- **WHAT TO PRODUCE**:
For this exercise, transcribe every line of the material exactly and skip the pictures.

- **PROVIDED INFORMATION**:
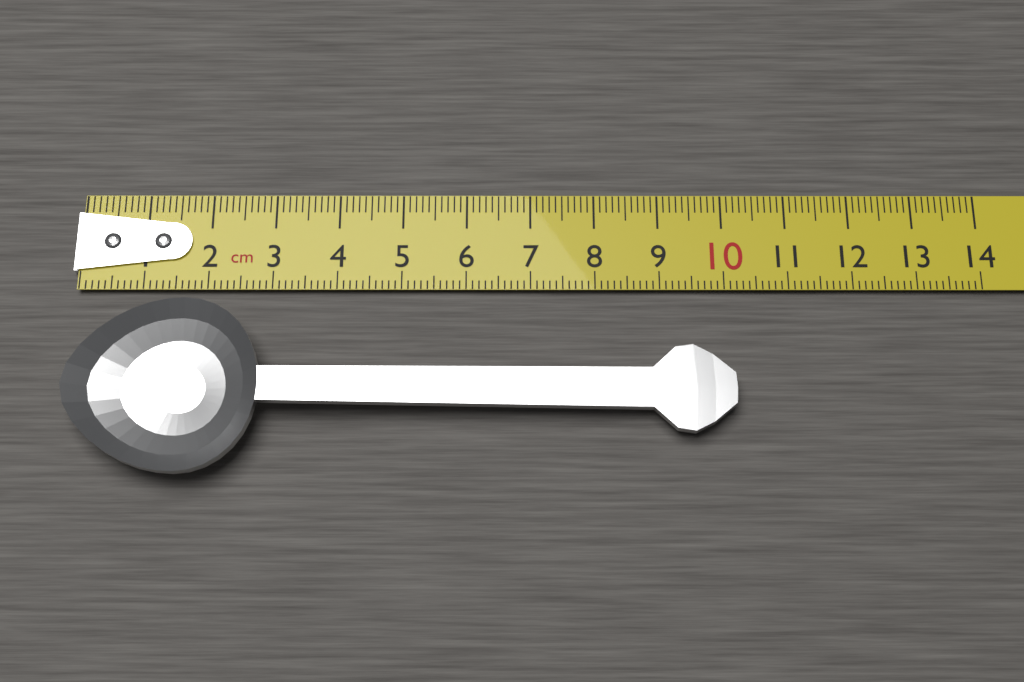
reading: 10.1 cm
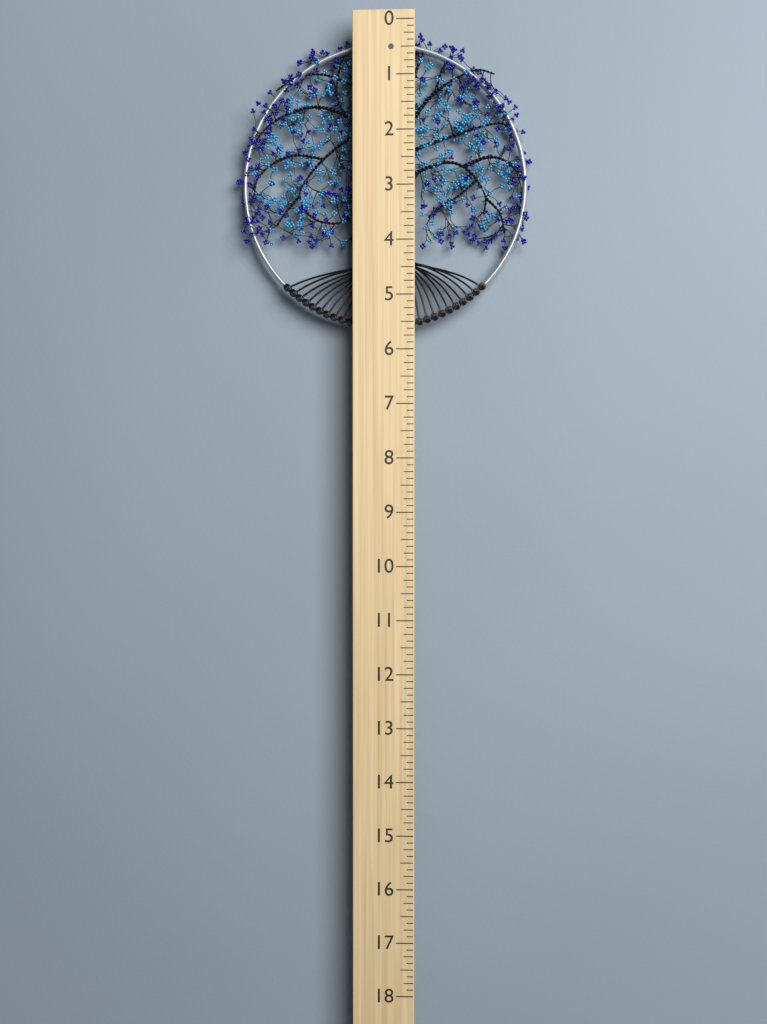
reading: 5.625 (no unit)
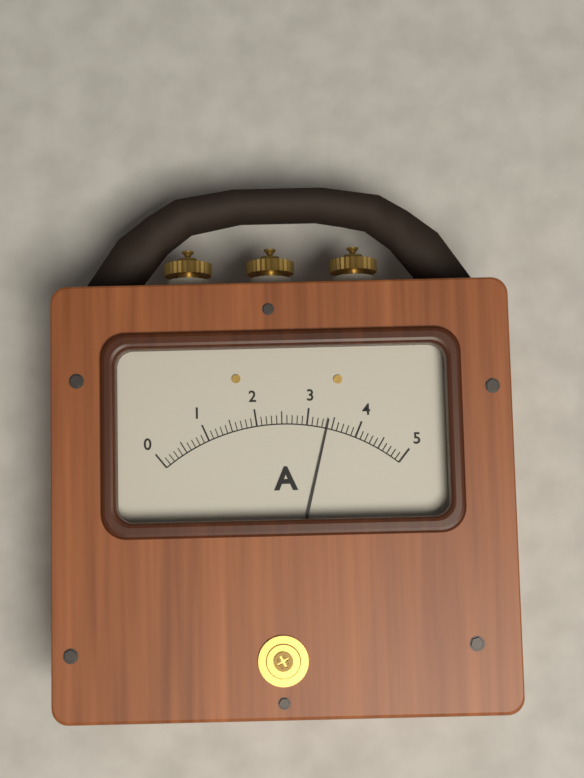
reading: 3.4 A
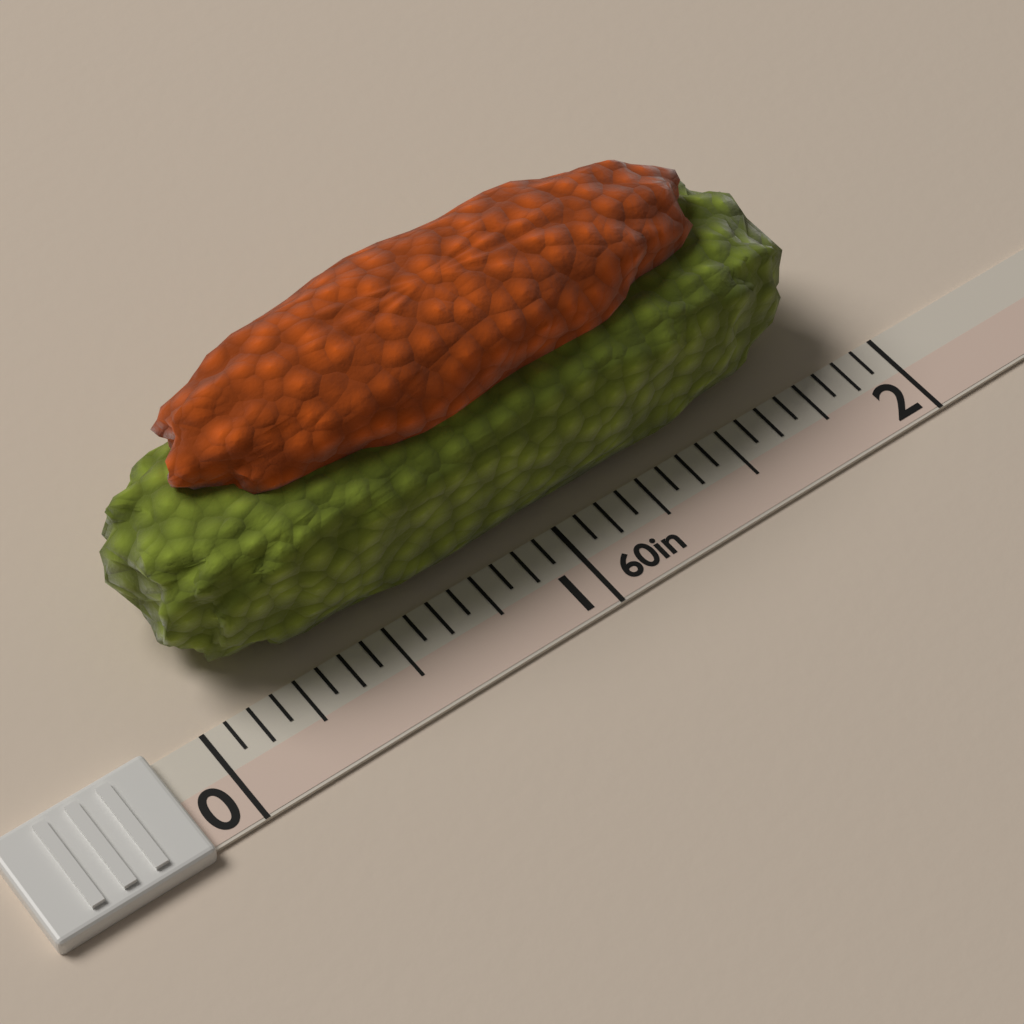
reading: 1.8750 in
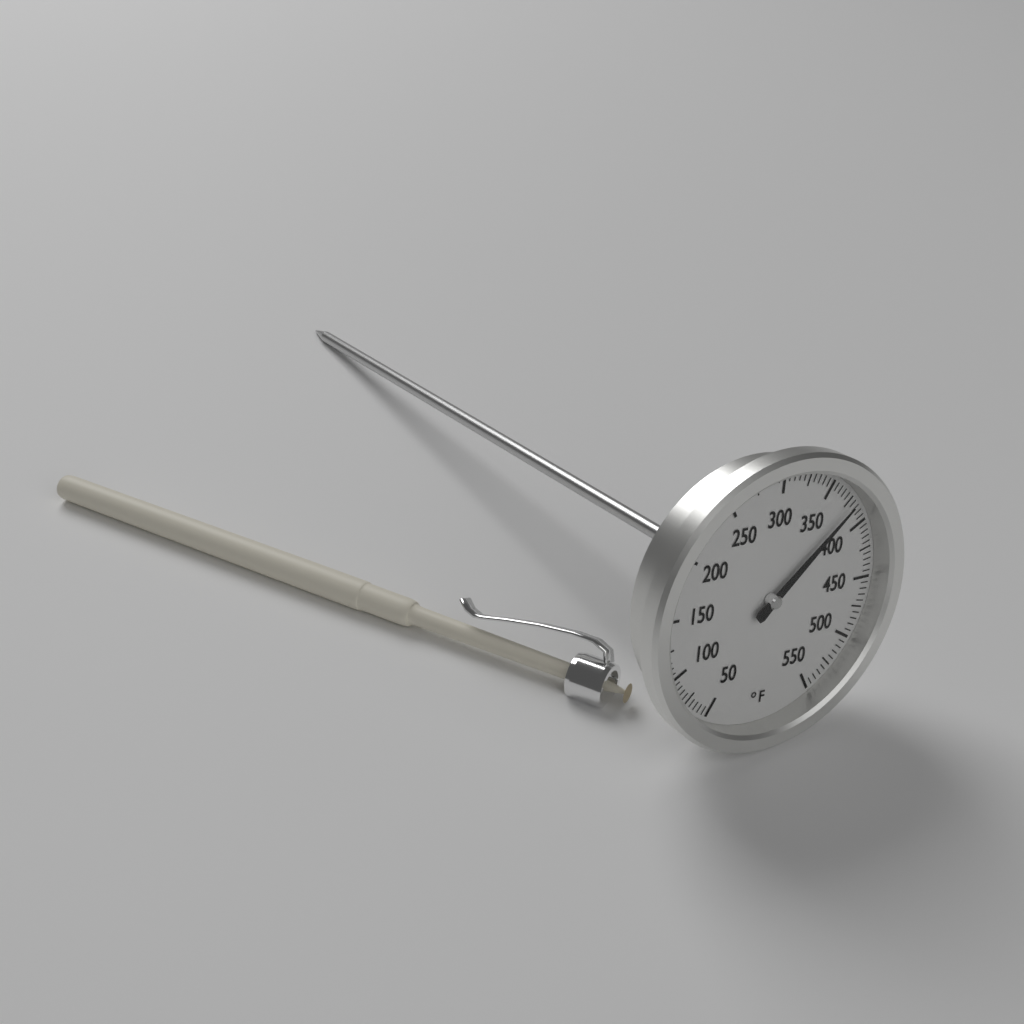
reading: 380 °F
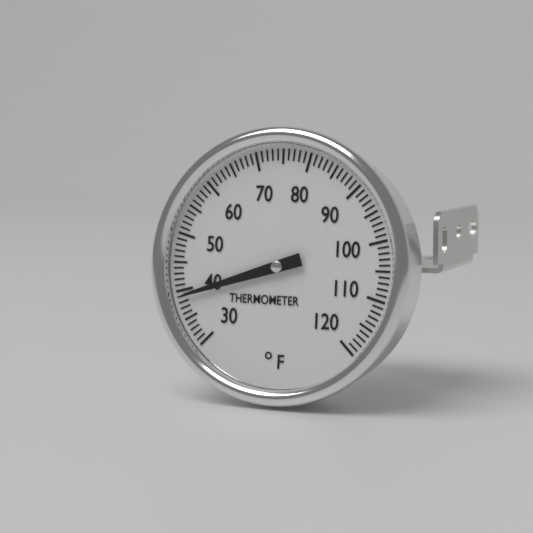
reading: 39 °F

- **TASK OUTPUT**:
reading: 10.1 cm
reading: 5.625 (no unit)
reading: 3.4 A
reading: 1.8750 in
reading: 380 °F
reading: 39 °F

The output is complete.